Fifty-year-old Pam Surano from Pittsburgh, Pennsylvania, was attending Mass on August 30 when she noticed an incoming call from her daughter Mary Maloney. She turned off the alert, intent on the service and prayer. She figured she would call the 13-year-old back when she was finished. But Mary kept calling, and by the third time, Sureno knew something was wrong. She had been jumping on the trampoline in the backyard — alone — and had an accident.
Surano could tell something was off by the sound of her daughter’s voice.
“Mary’s voice was different,” she told Today. “She said she had an accident and ‘I can’t move my legs.’”
Mary was interested in gymnastics and was practicing flips when she fell.
"She’s very acrobatic, extremely athletic. She does every sport imaginable,” Surano explained.
The trampoline’s safety net kept Mary from falling on the ground, Surano told KDKA, but Mary landed on her head and neck during a flip and snapped her neck.
“To be honest, she was probably doing everything parents warn their kids not to do alone,” the mom told the news program.
Initially, Mary wrote it off as only a small twinge in her back and went inside to sit down. When the pain wouldn’t go away, she decided that a hot bath might release the pain, but it didn’t help at all.
“She had a harder time getting out of the bath,” the mom recalled to Today. “It increasingly felt worse.”
Mary went to lie down in her bed, only to slowly realize she couldn’t move.
She called for her father, who was in the house at the time and managed to get her into the car, rushing her to UPMC Passavant.

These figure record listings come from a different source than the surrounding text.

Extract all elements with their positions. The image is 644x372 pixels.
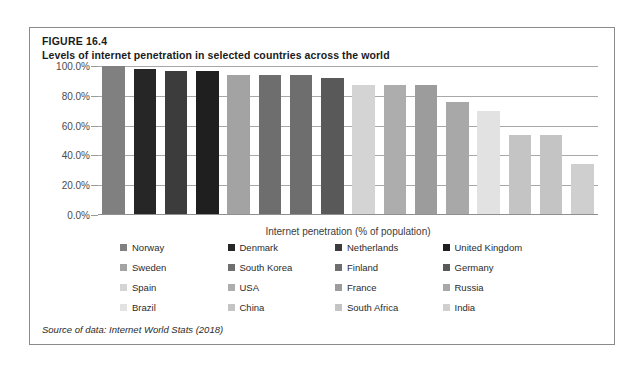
legend-label: Brazil <box>132 302 156 313</box>
plot-area: Internet penetration (% of population) <box>98 66 598 246</box>
legend-item-finland[interactable]: Finland <box>335 262 443 273</box>
y-axis: 100.0%80.0%60.0%40.0%20.0%0.0% <box>30 66 98 246</box>
bar-denmark <box>134 69 157 215</box>
y-axis-tick-label: 60.0% <box>62 120 90 131</box>
y-axis-tick-mark <box>91 66 98 67</box>
bar-slot <box>411 66 442 215</box>
bar-slot <box>161 66 192 215</box>
bar-slot <box>223 66 254 215</box>
bar-norway <box>102 66 125 215</box>
y-axis-tick-mark <box>91 215 98 216</box>
legend-swatch-icon <box>443 304 450 311</box>
legend-item-usa[interactable]: USA <box>228 282 336 293</box>
figure-title: Levels of internet penetration in select… <box>42 49 390 61</box>
legend-item-india[interactable]: India <box>443 302 551 313</box>
bar-united-kingdom <box>196 71 219 215</box>
y-axis-tick-mark <box>91 96 98 97</box>
legend-label: Denmark <box>240 242 279 253</box>
legend-label: Germany <box>455 262 494 273</box>
legend-swatch-icon <box>443 284 450 291</box>
bar-south-africa <box>540 135 563 215</box>
y-axis-tick-label: 20.0% <box>62 180 90 191</box>
bar-slot <box>536 66 567 215</box>
bar-slot <box>504 66 535 215</box>
legend-label: Spain <box>132 282 156 293</box>
x-axis-label: Internet penetration (% of population) <box>98 226 598 237</box>
bar-france <box>415 85 438 215</box>
bar-slot <box>442 66 473 215</box>
legend-item-sweden[interactable]: Sweden <box>120 262 228 273</box>
source-note: Source of data: Internet World Stats (20… <box>42 324 223 335</box>
legend-item-russia[interactable]: Russia <box>443 282 551 293</box>
legend-label: South Africa <box>347 302 398 313</box>
bar-russia <box>446 102 469 215</box>
legend-label: China <box>240 302 265 313</box>
y-axis-tick-label: 0.0% <box>67 210 90 221</box>
legend-swatch-icon <box>443 264 450 271</box>
legend-item-south-korea[interactable]: South Korea <box>228 262 336 273</box>
legend-swatch-icon <box>228 284 235 291</box>
bar-usa <box>384 85 407 215</box>
legend-item-denmark[interactable]: Denmark <box>228 242 336 253</box>
legend-item-spain[interactable]: Spain <box>120 282 228 293</box>
legend-item-brazil[interactable]: Brazil <box>120 302 228 313</box>
bar-slot <box>129 66 160 215</box>
bar-slot <box>286 66 317 215</box>
legend-swatch-icon <box>120 304 127 311</box>
legend-swatch-icon <box>120 244 127 251</box>
legend-swatch-icon <box>228 244 235 251</box>
bar-netherlands <box>165 71 188 215</box>
bar-slot <box>348 66 379 215</box>
y-axis-tick-label: 40.0% <box>62 150 90 161</box>
legend-swatch-icon <box>335 304 342 311</box>
legend-swatch-icon <box>228 304 235 311</box>
legend-item-netherlands[interactable]: Netherlands <box>335 242 443 253</box>
legend-label: Sweden <box>132 262 166 273</box>
bar-south-korea <box>259 75 282 215</box>
bar-germany <box>321 78 344 215</box>
bar-slot <box>379 66 410 215</box>
legend-swatch-icon <box>120 264 127 271</box>
legend-label: Finland <box>347 262 378 273</box>
legend-label: Russia <box>455 282 484 293</box>
legend-swatch-icon <box>335 244 342 251</box>
legend-label: Netherlands <box>347 242 398 253</box>
y-axis-tick-mark <box>91 126 98 127</box>
bar-spain <box>352 85 375 215</box>
legend-label: United Kingdom <box>455 242 523 253</box>
legend-swatch-icon <box>335 284 342 291</box>
legend-swatch-icon <box>228 264 235 271</box>
bar-slot <box>567 66 598 215</box>
legend-item-germany[interactable]: Germany <box>443 262 551 273</box>
legend-label: France <box>347 282 377 293</box>
bar-slot <box>254 66 285 215</box>
y-axis-tick-label: 100.0% <box>56 61 90 72</box>
legend-item-united-kingdom[interactable]: United Kingdom <box>443 242 551 253</box>
chart-legend: NorwayDenmarkNetherlandsUnited KingdomSw… <box>120 242 550 313</box>
x-axis-line <box>98 214 598 215</box>
chart-plot: 100.0%80.0%60.0%40.0%20.0%0.0% Internet … <box>30 66 616 246</box>
bar-slot <box>317 66 348 215</box>
legend-swatch-icon <box>335 264 342 271</box>
legend-swatch-icon <box>120 284 127 291</box>
legend-swatch-icon <box>443 244 450 251</box>
bar-brazil <box>477 111 500 215</box>
legend-item-china[interactable]: China <box>228 302 336 313</box>
bar-slot <box>473 66 504 215</box>
bar-series <box>98 66 598 215</box>
bar-slot <box>98 66 129 215</box>
figure-container: FIGURE 16.4 Levels of internet penetrati… <box>29 27 615 345</box>
legend-label: USA <box>240 282 260 293</box>
legend-label: Norway <box>132 242 164 253</box>
legend-item-south-africa[interactable]: South Africa <box>335 302 443 313</box>
y-axis-tick-mark <box>91 155 98 156</box>
bar-sweden <box>227 75 250 215</box>
figure-number: FIGURE 16.4 <box>42 35 107 47</box>
legend-label: South Korea <box>240 262 293 273</box>
legend-label: India <box>455 302 476 313</box>
bar-china <box>509 135 532 215</box>
legend-item-france[interactable]: France <box>335 282 443 293</box>
legend-item-norway[interactable]: Norway <box>120 242 228 253</box>
y-axis-tick-label: 80.0% <box>62 90 90 101</box>
bar-slot <box>192 66 223 215</box>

The damage was serious: Mary couldn’t move the lower half of her body. She couldn’t feel anything, and she couldn’t even wiggle her toes.

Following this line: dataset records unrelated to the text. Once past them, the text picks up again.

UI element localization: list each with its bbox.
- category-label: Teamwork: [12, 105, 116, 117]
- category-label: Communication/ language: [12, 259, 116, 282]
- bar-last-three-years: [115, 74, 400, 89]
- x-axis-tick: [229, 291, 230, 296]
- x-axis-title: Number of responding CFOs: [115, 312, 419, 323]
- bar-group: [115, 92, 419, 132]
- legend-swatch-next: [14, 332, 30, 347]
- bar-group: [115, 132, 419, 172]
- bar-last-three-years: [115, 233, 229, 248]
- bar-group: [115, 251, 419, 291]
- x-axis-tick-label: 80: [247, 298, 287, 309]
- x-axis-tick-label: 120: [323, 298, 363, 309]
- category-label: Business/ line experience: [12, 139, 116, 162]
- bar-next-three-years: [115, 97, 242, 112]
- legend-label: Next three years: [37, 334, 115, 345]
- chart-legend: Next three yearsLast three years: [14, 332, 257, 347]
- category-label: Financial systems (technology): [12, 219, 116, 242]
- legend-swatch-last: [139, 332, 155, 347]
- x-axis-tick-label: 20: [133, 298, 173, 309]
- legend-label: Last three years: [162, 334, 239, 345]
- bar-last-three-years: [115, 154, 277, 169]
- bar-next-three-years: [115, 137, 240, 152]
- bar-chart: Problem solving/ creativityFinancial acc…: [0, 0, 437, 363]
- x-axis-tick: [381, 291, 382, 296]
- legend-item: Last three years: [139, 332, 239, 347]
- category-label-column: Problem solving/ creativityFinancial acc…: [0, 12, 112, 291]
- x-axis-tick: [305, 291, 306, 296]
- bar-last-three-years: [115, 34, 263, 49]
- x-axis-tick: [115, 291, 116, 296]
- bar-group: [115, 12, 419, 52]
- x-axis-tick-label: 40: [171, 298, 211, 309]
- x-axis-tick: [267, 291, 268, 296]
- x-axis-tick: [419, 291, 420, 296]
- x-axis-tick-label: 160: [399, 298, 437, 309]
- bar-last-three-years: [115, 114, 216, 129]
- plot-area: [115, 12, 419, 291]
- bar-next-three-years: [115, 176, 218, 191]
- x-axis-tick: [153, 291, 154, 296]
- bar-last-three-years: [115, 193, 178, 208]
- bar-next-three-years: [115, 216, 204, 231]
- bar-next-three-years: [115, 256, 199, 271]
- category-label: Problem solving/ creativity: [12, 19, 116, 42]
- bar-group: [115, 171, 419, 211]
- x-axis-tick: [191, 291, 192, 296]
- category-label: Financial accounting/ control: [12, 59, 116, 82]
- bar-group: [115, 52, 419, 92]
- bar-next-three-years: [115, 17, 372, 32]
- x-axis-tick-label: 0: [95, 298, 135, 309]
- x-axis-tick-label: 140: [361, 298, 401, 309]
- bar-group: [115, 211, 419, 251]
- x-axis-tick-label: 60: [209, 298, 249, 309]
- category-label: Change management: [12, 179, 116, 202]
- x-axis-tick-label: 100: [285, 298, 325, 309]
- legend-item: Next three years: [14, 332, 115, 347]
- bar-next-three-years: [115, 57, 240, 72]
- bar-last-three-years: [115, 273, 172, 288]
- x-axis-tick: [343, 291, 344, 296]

“They put her in a wheelchair. She threw up all over herself and fell forward like she lost all ability to sit up,” Surano recalled. “From then, it was just a series of nightmares.”
A CT scan and MRI told doctors nothing.
“They were completely perplexed because it showed everything perfect and normal from the brain to the spinal cord,” Surano recalled. “There was not a contusion, not a blood bleed, not a fracture, nothing was wrong.”
Doctors used steroids and blood pressure medicine to treat Mary. Two days later, they ran the scans again.
“That’s when it showed the spinal stroke,” Surano said. “(In) the area that controls the legs and the feet.”
Mary ended up spending six days in the intensive care unit before being moved to a rehabilitation unit.
She is paralyzed from her mid-chest down, but doctors can’t tell if her condition is permanent.
“If you touch her thigh or her leg or her foot, she can feel you touching them,” Surano explained to Today. “That’s a big win and we’ll take it.”
It will take a long time for Mary to fully recover, but Surano said her daughter is keeping her spirits up and has a strong faith, which has been helping her.
“They also say that her positive attitude, incredible spirit, her hard work is powerful and all of that is going to lend itself to the healing process,” the mom said. “We’ve been overwhelmed with prayers that have turned the tide for us.
“Mary told me to make sure that people know she will walk again. It’s because of God,” Surano said. “She would not be where she is now if it weren’t for the prayers.”
Surano is sharing her story so other parents will be careful when letting their kids play on a trampoline.
In fact, the mom said that after Mary’s experience, she doesn’t “advocate anyone use the trampoline.”
“I almost wonder, and I’m certainly not a medical expert, if the trajectory of the body, it’s just not meant to do that,” she added.
At the very least, kids should never be on the trampoline alone and should always use it with at least one parent present.
“Make sure that they're not doing any sort of somersaults or flips or anything that increases the likelihood of them coming down wrong on their head or neck,” she said.
A GoFundMe page was also created to help pay for Mary’s hospital bills and has since raised $90,000.
“A broken heart YET filled with so much love,” Surano wrote in an update from September 7. “A few nights ago I was crumbled in a ball crying myself to sleep on the couch of the PICU. I wondered how we would face this everyday, not for ourselves, but for Mary.
“Tears streamed down her face and her eyes glazed over,” she continued. “I knew what her soul was speaking to her. It was an indescribable sadness. But your prayers are moving mountains. Your love, your faithful prayers and beautiful hearts are changing things.”
Her daughter might not be able to move her body “but her feet and legs now feel our hands touch her and tonight her feet are tingling! Your prayers, your love are the reasons,” she wrote. “[I] so strongly believes in the power of prayer. Continue to pray for Mary and the family.”